How climate tipping points are assessed
A dashboard about thresholds, not prophecy.
The question this tool answers
Some parts of the climate system do not respond smoothly forever. Ice sheets can retreat into unstable basins. Coral reefs can move from bleaching events to repeated ecosystem collapse. Forests can shift from carbon sinks to carbon sources. Ocean circulation can weaken enough to reorganize rainfall and regional temperature. Scientists call these large, hard-to-reverse systems tipping elements.
This dashboard asks a simple question: at today's global warming, how many of those elements are already inside the temperature bands researchers associate with elevated risk? The headline gives the composite count. The gauges let readers inspect each element one by one.
Where the idea came from
The modern climate-tipping frame is younger than many readers expect. Tim Lenton and colleagues popularized the tipping-elements framework in a 2008 paper that asked which major Earth systems might cross critical thresholds under human warming. A year later, Johan Rockström and colleagues published the planetary-boundaries framework, placing climate change among a wider set of Earth-system limits. Those ideas helped move climate risk from a smooth thermometer story to a systems story: how much warming, which stabilizers fail, and what failures interact?
How we know
The temperature dial comes from NASA GISTEMP v4. NASA publishes a global surface-temperature record referenced to 1951-1980; this dashboard applies the published offset used in the repo pipeline so the number is expressed against the 1850-1900 pre-industrial baseline used for Paris Agreement thresholds.

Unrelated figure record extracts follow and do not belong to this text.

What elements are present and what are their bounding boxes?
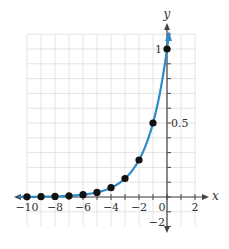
- y-tick-label: 1: [155, 43, 162, 56]
- data-point: [93, 189, 100, 196]
- x-tick-label: −8: [47, 201, 63, 214]
- data-point: [121, 175, 128, 182]
- data-point: [65, 192, 72, 199]
- y-axis-label: y: [163, 7, 171, 21]
- x-tick-label: −4: [103, 201, 119, 214]
- x-tick-label: −6: [75, 201, 91, 214]
- data-point: [107, 184, 114, 191]
- curve: [19, 31, 172, 200]
- data-point: [135, 156, 142, 163]
- curve-arrow-icon: [165, 31, 172, 41]
- y-tick-label: 0.5: [171, 117, 189, 130]
- data-point: [23, 193, 30, 200]
- y-axis-arrow-icon: [164, 23, 170, 30]
- x-tick-label: −10: [15, 201, 38, 214]
- data-point: [163, 45, 170, 52]
- data-point: [79, 191, 86, 198]
- data-point: [149, 119, 156, 126]
- x-axis-arrow-icon: [202, 194, 209, 200]
- x-tick-label: 2: [192, 201, 199, 214]
- y-tick-label: −2: [149, 216, 165, 229]
- data-point: [51, 193, 58, 200]
- data-point: [37, 193, 44, 200]
- x-axis-label: x: [212, 189, 219, 203]
- exponential-chart: −10−8−6−4−20210.5−2xy: [0, 0, 229, 249]
- x-tick-label: −2: [131, 201, 147, 214]
- x-tick-label: 0: [159, 201, 166, 214]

The page refreshes daily, but the temperature changes only when NASA posts new data.
The tipping-element list and threshold bands come from Armstrong McKay et al. (2022), which synthesized evidence for major climate tipping elements and their likely temperature ranges. The bands are not live measurements. They are a scientific reference. The dashboard compares today's warming with those fixed ranges and labels each element as monitoring, warning, or past-high.
Where possible, the dashboard also pulls an observed signal from a sibling monitor: coral heat stress, sea ice, AMOC transport, ice mass, permafrost methane context. Where no live sibling feed exists, the gauge says so with a reference badge rather than inventing a number.
The choices we made
We lead with a count because a grid of sixteen gauges is too much for a first glance. The count is not a probability of collapse. It is a warning score: how many elements are inside the temperature ranges researchers associate with elevated risk. The named systems in the footnote are there so the reader has something concrete to remember: Greenland, coral reefs, West Antarctica, permafrost, AMOC, and related systems.
Each gauge includes an “if it tipped” sentence. That sentence is deliberately plain: Greenland means long-term sea-level commitment; AMOC means regional cooling and rainfall shifts; Amazon dieback means forest-to-savanna risk and carbon loss. A threshold is abstract until the consequence is attached.
Why cascades matter
Tipping elements are not independent boxes. Arctic sea-ice loss can amplify regional warming. Greenland melt can add freshwater to the North Atlantic. AMOC weakening can shift rainfall patterns that affect the Amazon and monsoons. Wunderling et al. (2021) examined those interactions as cascading risk: one system moving closer to a threshold can push another system closer too.
The network diagram on the dashboard is not a forecast and not a simulation. It is a simplified map of published interaction pathways so readers can see why scientists worry about combinations, not just isolated thresholds.
What this tool cannot tell you
It cannot give a collapse date. Tipping points are thresholds with uncertainty, not scheduled events. Crossing a temperature band may mean a system is committed to change, but the visible transition can take years, centuries, or millennia depending on the system. Ice sheets are slow in human time; coral reefs can respond in a few hot seasons.
It also cannot settle scientific debates about every threshold. Some elements are well constrained; others have wider ranges or weaker observations. This dashboard uses Armstrong McKay's framework because it is clear, peer reviewed, and widely cited, but it should be read as a synthesis snapshot, not a final verdict.
Further reading
- Lenton et al. (2008), PNAS — the landmark tipping-elements framework. doi.org/10.1073/pnas.0705414105
- Rockström et al. (2009), Nature — the planetary-boundaries framing. doi.org/10.1038/461472a
- Armstrong McKay et al. (2022), Science — the threshold bands used in this dashboard. doi.org/10.1126/science.abn7950
- Wunderling et al. (2021), Nature Communications — interacting tipping elements and cascade pathways. doi.org/10.1038/s41467-021-23206-0
- Global Tipping Points Report — a broader assessment led by the University of Exeter and partners. global-tipping-points.org
- NASA GISTEMP — the global temperature record used for the warming dial. data.giss.nasa.gov/gistemp
Credits
This page is built from public NASA temperature data, Armstrong McKay's threshold synthesis, cascade research, and observed signals compiled by sibling dashboards. Its job is not to predict apocalypse. Its job is to show, honestly and compactly, how many large Earth systems are already in the warning bands scientists watch.